J Rap's style, he says, changes depending on the track. "Someone once told me to treat the beat like a blanket and wrap yourself in it. So that's what I do. I'm a chameleon and my style changes with the beat." His content, however, never migrates from reality rap. He sticks to subjects that he's lived and lyrics that go to the heart of real issues for people facing similar situations as his.

He admits that although he's not a big fan of the new style of rap because he feels its "watered down", he stays current with the times and incorporates melodic elements throughout his music. He lives on the music of Young Jeezy, Yo Gotti and Jadakiss and lists Adele and Timbaland as the top two people he'd love to work with someday.

He attributes many heavyweight West Coast rappers as his top musical influences, but having also lived in New York, Boston, Hawaii, Las Vegas, Miami, Los Angeles, Vancouver and Toronto, he appropriates styles from other regions as well. San Francisco, especially, figures prominently in his sound.

J Rich's dedication to his art eventually paid off. He embarked on a tour with Young Money which landing him on the same tour bus as Lil Wayne and Drake at times, sparking occasional debates over which record label he would sign to. He mulled over the many offers in front of him for a while, but eventually decided to began his own brand with an independent record label, Stay Focused Empire, even after discussing with Lil Wayne and his Young Money Records outfit.

His musical endeavors quickly gained him momentum and credibility in the industry, landing him on the front cover of Ozone Magazine, among others. He toured with The Game and collaborated with him musically, as well as heavy hitters like Gucci Mane, Glasses Malone, Short Dawg and Baltimore rapper, Ellis. He's been longtime friends with R&B diva and Bay area comrade, Keyshia Cole, and has connections with Brooklyn emcee, Fabolous, as well.

J Rich later returned to the west coast, where he dropped a slew of self-released projects, including Independently Major 1 mixtape hosted by DJ EFX, followed by Independently Major 2, hosted by DJ Drama which earned him some major respect and blog love.

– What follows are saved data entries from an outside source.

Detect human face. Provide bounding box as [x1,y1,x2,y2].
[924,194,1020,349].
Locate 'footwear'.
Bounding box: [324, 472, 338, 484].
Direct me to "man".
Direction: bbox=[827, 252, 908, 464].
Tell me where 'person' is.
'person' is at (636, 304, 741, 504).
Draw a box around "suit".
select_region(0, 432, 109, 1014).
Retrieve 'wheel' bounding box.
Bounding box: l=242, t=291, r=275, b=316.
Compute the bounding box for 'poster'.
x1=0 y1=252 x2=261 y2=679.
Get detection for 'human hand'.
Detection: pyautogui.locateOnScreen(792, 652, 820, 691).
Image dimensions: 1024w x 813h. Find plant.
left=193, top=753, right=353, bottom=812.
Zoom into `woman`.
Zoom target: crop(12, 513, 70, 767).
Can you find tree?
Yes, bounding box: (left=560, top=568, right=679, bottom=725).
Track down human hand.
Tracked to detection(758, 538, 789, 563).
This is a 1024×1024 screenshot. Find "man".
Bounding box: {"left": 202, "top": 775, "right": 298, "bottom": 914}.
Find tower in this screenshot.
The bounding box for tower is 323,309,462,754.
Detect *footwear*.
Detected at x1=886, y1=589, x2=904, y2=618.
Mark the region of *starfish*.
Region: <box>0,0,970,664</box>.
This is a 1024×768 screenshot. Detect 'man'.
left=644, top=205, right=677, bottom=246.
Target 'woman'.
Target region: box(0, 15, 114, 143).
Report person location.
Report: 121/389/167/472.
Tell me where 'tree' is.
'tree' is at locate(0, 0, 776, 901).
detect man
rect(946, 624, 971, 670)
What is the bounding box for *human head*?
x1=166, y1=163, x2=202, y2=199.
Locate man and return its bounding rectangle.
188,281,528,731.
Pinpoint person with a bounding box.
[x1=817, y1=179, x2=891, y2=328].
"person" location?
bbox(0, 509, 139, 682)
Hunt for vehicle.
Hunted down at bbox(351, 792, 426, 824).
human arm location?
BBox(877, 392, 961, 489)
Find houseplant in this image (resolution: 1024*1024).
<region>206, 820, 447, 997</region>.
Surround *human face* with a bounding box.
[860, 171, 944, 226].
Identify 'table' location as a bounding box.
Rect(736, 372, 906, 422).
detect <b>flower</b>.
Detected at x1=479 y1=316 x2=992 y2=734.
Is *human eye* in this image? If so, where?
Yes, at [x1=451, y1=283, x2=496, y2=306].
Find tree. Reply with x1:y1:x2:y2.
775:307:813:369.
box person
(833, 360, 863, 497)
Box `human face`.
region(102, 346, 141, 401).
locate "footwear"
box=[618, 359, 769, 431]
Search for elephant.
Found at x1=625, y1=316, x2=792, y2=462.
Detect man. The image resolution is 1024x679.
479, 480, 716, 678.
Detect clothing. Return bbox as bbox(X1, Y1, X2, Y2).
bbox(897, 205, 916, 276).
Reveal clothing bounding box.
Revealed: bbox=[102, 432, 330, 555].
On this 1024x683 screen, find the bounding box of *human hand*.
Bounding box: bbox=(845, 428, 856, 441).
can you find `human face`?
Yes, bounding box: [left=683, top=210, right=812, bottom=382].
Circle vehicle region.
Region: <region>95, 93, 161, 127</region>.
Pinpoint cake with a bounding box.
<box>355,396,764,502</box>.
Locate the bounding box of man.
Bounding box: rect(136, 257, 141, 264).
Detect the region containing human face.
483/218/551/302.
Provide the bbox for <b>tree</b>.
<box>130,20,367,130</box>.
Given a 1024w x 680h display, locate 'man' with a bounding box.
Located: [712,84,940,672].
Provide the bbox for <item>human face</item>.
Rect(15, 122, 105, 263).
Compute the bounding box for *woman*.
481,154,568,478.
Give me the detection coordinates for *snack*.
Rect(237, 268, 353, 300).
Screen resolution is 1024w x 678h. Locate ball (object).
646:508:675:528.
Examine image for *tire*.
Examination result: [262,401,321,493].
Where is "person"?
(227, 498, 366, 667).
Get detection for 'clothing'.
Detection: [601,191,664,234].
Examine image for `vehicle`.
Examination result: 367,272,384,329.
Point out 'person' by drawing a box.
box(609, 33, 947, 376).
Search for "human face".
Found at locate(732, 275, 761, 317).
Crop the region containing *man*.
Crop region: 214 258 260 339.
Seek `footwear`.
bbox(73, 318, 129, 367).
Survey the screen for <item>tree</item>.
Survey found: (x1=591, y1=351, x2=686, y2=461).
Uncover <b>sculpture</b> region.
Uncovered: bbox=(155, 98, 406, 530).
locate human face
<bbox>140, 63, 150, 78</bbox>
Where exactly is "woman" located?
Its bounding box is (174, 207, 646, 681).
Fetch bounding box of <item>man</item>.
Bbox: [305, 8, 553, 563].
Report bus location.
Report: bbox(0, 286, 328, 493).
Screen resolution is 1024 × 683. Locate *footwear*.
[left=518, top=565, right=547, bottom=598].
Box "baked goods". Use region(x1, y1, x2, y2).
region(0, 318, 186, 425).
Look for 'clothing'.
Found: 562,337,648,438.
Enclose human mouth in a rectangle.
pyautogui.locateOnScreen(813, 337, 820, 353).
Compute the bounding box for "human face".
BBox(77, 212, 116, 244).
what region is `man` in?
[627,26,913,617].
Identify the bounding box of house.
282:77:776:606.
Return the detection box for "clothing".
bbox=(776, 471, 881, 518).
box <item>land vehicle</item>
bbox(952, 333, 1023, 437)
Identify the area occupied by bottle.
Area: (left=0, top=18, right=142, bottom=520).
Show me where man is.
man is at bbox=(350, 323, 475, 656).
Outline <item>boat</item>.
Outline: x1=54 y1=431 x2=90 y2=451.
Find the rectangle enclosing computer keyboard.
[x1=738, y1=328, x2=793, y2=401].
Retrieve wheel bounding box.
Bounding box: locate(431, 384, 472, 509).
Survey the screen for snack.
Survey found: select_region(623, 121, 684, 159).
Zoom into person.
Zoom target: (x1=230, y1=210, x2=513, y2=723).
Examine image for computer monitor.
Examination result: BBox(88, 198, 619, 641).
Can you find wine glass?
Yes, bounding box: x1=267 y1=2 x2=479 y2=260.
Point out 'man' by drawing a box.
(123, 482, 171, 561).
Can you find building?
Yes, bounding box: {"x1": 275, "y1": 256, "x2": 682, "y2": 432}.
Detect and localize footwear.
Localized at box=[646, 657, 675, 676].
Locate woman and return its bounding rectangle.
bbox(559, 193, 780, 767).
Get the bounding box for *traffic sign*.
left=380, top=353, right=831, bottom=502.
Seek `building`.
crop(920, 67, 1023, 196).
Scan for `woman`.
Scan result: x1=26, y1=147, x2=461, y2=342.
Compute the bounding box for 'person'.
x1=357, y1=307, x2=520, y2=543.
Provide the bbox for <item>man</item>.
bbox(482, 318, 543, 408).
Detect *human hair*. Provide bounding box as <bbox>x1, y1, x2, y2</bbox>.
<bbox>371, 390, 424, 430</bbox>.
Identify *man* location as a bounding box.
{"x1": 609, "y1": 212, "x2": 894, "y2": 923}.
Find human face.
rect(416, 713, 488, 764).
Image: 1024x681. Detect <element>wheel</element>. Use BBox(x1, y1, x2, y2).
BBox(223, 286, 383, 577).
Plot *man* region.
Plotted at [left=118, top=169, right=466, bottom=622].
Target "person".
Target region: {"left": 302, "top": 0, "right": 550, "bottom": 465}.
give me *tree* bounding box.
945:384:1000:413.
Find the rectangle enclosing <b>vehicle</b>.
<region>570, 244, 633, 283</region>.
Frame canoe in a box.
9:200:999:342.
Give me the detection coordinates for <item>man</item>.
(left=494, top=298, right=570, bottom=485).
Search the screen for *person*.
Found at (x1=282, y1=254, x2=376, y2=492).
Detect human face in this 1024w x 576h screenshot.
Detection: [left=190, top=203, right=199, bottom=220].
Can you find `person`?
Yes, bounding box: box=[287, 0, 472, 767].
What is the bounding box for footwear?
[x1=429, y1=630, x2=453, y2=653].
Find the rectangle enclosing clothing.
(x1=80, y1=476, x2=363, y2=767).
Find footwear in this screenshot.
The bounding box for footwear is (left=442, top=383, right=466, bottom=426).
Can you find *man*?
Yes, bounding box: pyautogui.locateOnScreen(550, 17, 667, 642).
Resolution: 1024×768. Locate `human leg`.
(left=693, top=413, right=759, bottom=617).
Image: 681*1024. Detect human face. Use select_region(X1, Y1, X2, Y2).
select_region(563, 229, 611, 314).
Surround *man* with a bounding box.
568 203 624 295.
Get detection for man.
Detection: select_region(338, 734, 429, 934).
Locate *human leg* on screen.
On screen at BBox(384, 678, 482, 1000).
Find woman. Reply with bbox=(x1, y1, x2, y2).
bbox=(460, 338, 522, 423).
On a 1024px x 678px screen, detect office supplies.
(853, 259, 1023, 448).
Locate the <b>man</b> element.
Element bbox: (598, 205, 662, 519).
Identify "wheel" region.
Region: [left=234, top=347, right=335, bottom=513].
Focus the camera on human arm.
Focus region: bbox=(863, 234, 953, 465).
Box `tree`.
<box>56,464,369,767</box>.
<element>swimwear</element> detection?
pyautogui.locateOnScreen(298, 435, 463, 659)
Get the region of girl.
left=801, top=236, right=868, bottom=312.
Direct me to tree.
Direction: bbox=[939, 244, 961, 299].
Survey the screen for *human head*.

Continuing to stay focused on his music, J Rich plans to follow up with Independently Major 3 in the spring, but in the meantime he'll be dropping four singles between December and February, including "Respect", "Higha Then Eva", "Everyday is Christmas" ft. Taj-He-Spitz and "Ima Die Rich" ft Rich Homie Quan.

He also has plans to release a single and a mixtape by another artist signed to his label Stay Focused Empire, buzzing Bay area rapper Taj-He-Spitz. The release dates will be announced via his website https://www.sfemusic.com

Staying true to his reality rap passion, he has some words of advice for young kids today facing similar problems: "Have patience, young man. It'll come. Don't try to do it all in a day, it ain't gonna happen overnight. Take the disciplined, slow route. Stay in school, and off the streets. It might be boring in the beginning, it might be slow in the beginning but eventually it will pay off."

Citing hard lessons he learning, he says, "Once you get older, you see that overtime you would've been there and it would've been more stable because your foundation would've been stronger, instead of dealing it on the hustle — which is cool because no one can ever take that from you, but seldomly does the hustle make it. Definitely where I'm from, I'm one of the few that made it out — and I barely made it out. It just doesn't happen. Like I say, you got a thousand times to get away and one time to get caught."

When asked about the mounting pressures kids face to wear designer brands and have all the latest stuff, he responds, "You know, I'm from San Francisco, and some guys I used to go to high school and middle school with were nerds back in the day in my school. Back then, I was the one riding around in drop tops and they was the one with ten books in their hand at the bus stop. I used to drive by them, looking like fucking nerds… but you know what? Now, at my age, they're actually millionaires and billionaires working in Silicon Valley. They're overly successful because they took the disciplined, slow route. And this is real life." He continues, "When I do eventually have kids they won't go through none of that… they won't know about any of that."

For all the latest music by J Rich, be sure to visit his official Soundcloud page.